I'm currently working on a slightly more complicated adorner. This one is going to be transformed in only one dimension when the user zooms. Unfortunately, this wreaks havoc for the nice 1px hairline border around it (I want it to remain a nice hairline border - even in the dimension of transformation).
Here's my diagnosis of the problem:
Say I apply a scale transform to the adorned UIElement. WPF then calls the following
- Adorned UIElement's ArrangeCore()
- Adorner's MeasureOverride()
- Adorner's ArrangeOverride()
- Adorner's OnRender()
- Adorner's GetDesiredTransform(...)
The last two seems thorougly backwards to me. If I'm reading this right, it means that, when I override GetDesiredTransform it's just too little to late. Yes, I can indeed scale/translate/skew my adorner, but here's the issue: what if I want to do as described above, namely scale in just one dimension and keep a 1px hairline border on the adorner? Well I can't, can I?
If I'm going to use adorners at all, it seems to me that I have to split them up into separate adorners - the ones that are going to scale and the ones that are not. Seems like a lot of work. Am I missing something in terms of the order of calls here? I guess I could trigger OnRender all the way down the visual tree to the leaves but that seems like massive overkill.
You can keep the border separated from the content of the adorner.
Have the content transform, without involving the border.
Can you post how your adorner Template looks like?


Give again exactly the lines that run from the start of the records to the line holding "Image is 868x427 pixels.", both ends counted. Do not include the pictures.

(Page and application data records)
==*==

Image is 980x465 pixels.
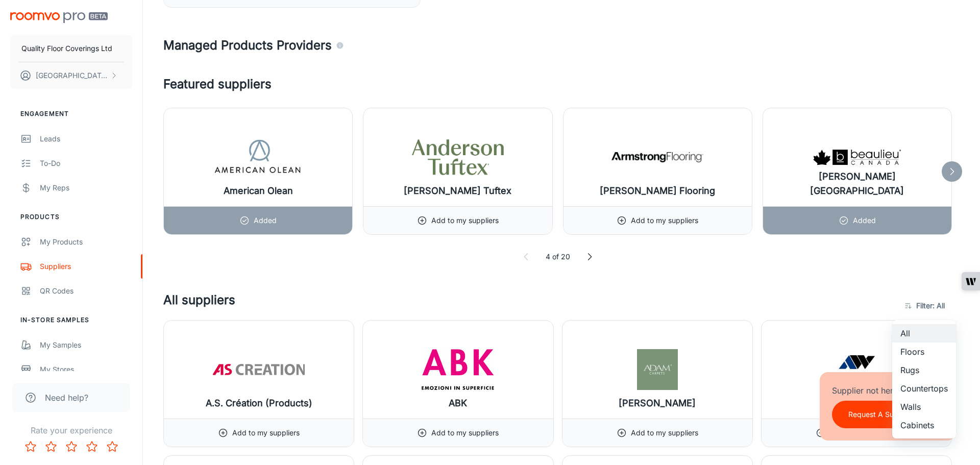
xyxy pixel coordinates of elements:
li: Cabinets [892,416,956,435]
li: Countertops [892,379,956,398]
li: Floors [892,343,956,361]
li: Walls [892,398,956,416]
li: Rugs [892,361,956,379]
li: All [892,324,956,343]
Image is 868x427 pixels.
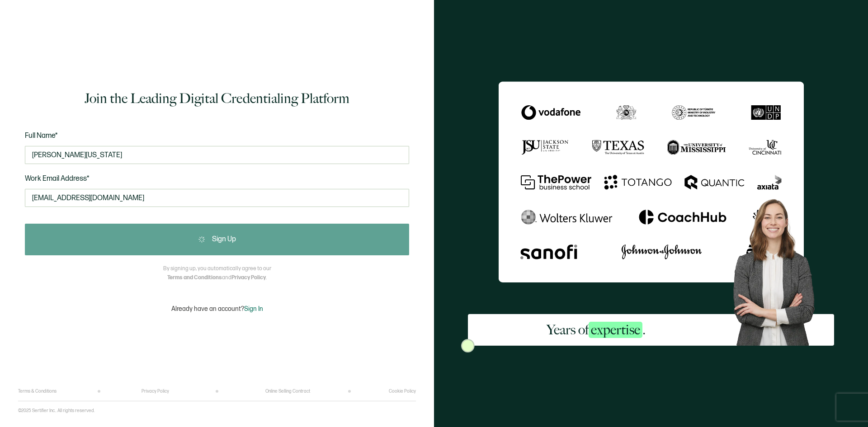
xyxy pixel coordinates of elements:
[18,408,95,413] p: ©2025 Sertifier Inc.. All rights reserved.
[163,264,272,282] p: By signing up, you automatically agree to our and .
[25,174,90,183] span: Work Email Address*
[25,131,58,140] span: Full Name*
[547,320,646,339] h2: Years of .
[244,305,263,313] span: Sign In
[18,389,56,394] a: Terms & Conditions
[589,322,643,338] span: expertise
[167,274,222,281] a: Terms and Conditions
[725,191,834,345] img: Sertifier Signup - Years of <span class="strong-h">expertise</span>. Hero
[25,189,409,207] input: Enter your work email address
[389,389,416,394] a: Cookie Policy
[231,274,266,281] a: Privacy Policy
[25,146,409,164] input: Jane Doe
[171,305,263,313] p: Already have an account?
[85,89,350,108] h1: Join the Leading Digital Credentialing Platform
[142,389,169,394] a: Privacy Policy
[461,339,475,352] img: Sertifier Signup
[499,81,804,282] img: Sertifier Signup - Years of <span class="strong-h">expertise</span>.
[266,389,310,394] a: Online Selling Contract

==*==

- [Response for this exercise]
Image is 980x465 pixels.
xyxy pixel coordinates of elements:
li: Cabinets [892,416,956,435]
li: Countertops [892,379,956,398]
li: Floors [892,343,956,361]
li: Walls [892,398,956,416]
li: Rugs [892,361,956,379]
li: All [892,324,956,343]
Image is 868x427 pixels.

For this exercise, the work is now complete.